Brooklyn Bishop Thomas Daily made decisions that placed children at risk from sexually-abusive priests when he held a leadership position in Boston from 1976 to 1984, according to a government report issued Wednesday.

As the second-ranking administrator of the Roman Catholic Archdiocese of Boston, Daily conducted only cursory investigations of abuse allegations, moved abusive priests from one parish to another, and failed to notify authorities, according to the report by the Massachusetts Attorney General.

"Bishop Daily had a preference for keeping priests who sexually abused children in pastoral ministry, " said the report, the result of an 18-month investigation of the sexual abuse scandal in the Archdiocese of Boston.
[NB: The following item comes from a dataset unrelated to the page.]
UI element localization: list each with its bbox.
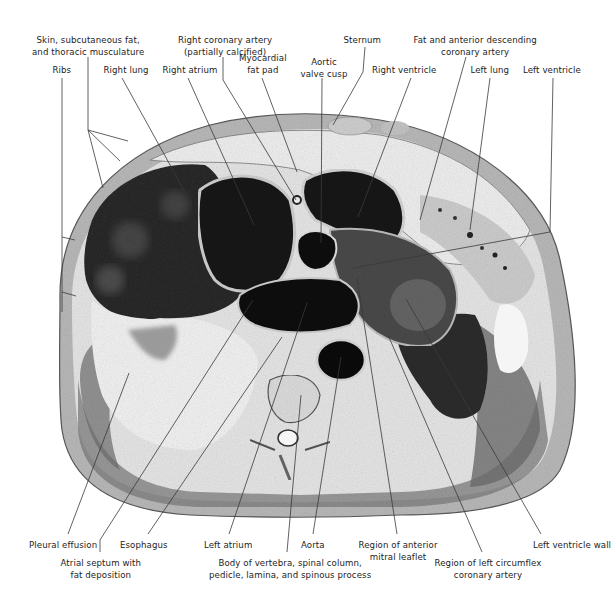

The 91-page report also accuses Daily of "generally following a practice of transferring those priests without supervision or notification to new parishes."
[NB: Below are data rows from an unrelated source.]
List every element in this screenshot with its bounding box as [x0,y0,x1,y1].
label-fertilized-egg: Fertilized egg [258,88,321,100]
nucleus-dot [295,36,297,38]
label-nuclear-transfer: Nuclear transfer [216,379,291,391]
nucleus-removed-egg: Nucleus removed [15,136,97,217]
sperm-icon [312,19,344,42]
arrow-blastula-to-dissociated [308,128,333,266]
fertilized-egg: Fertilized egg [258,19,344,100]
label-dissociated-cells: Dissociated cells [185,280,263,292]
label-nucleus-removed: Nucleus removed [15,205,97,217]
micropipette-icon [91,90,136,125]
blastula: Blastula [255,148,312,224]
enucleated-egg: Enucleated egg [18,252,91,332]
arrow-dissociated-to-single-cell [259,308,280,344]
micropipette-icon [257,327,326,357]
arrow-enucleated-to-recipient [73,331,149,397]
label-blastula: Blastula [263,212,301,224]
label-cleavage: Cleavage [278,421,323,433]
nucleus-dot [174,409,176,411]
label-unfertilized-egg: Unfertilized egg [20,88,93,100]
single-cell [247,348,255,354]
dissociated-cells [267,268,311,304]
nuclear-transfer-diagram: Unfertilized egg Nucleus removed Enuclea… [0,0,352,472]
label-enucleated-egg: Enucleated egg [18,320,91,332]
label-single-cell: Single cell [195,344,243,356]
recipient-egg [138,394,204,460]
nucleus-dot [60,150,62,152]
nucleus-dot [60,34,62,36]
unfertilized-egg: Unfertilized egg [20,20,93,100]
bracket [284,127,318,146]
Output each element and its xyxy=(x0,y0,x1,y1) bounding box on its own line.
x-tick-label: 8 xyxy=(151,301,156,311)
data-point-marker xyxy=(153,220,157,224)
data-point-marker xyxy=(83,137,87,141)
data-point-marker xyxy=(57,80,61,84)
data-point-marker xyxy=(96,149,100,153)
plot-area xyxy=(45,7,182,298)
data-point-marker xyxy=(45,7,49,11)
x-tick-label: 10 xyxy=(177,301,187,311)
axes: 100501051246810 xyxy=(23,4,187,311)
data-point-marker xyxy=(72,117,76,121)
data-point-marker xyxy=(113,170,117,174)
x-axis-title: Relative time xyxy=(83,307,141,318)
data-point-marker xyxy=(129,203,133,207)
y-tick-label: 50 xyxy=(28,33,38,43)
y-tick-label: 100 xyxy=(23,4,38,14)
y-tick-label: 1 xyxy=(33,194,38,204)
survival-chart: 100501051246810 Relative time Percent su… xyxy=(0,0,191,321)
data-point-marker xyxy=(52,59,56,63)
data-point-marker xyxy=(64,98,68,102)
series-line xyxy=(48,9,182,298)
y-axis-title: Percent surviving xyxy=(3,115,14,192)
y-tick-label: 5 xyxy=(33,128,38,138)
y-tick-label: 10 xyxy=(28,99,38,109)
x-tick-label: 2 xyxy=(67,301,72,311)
Daily served as the vicar for administration to the late Cardinal Humberto Medeiros and Cardinal Bernard Law from 1976 to 1984. In that position, the No. 2 job in the Archdiocese, all high-level management decisions flowed through Daily to the cardinals.

Responding to the report, Daily's spokesman Frank DeRosa defended the Bishop by saying, "Given the understanding that people had about this issue at the time, the early 1980s, the Bishop followed procedures he felt were appropriate."

Previously, Daily has said he regretted many of his personnel decisions in Boston.

Massachusetts Attorney General Thomas Reilly said he found no criminal intent in the actions of Daily or other church officials, one of the reasons no charges were filed by the grand jury he empaneled last year. Rather, the secrecy of Daily and others was an effort to protect the church's reputation, he said. But their decisions came at the expense of the young victims -- 789 of them have come forward to report abuse that occurred beginning in 1940, he said.

Daily submitted a letter of retirement in September, as is required of bishops on their 75th birthday. The Brooklyn Diocese is awaiting the papal announcement of his replacement.

In news accounts, testimony and lawsuits since last year, it has been disclosed that Daily was instrumental in Boston in decisions to:

-- Promote the Rev. Paul Shanley to pastor of a parish even though he knew the priest advocated sex between men and boys.

-- Hire a sexually abusive priest from Ohio in the early 1980s, the Rev. Robert Burns, then assign him to Massachusetts parishes with no warning.

-- Reassign the Rev. John Geoghan to pastoral ministry following repeated complaints in the early 1980s that he had sexually abused children.

The report mentions Daily's involvement in the Burns and Geoghan cases, but contains no new disclosures.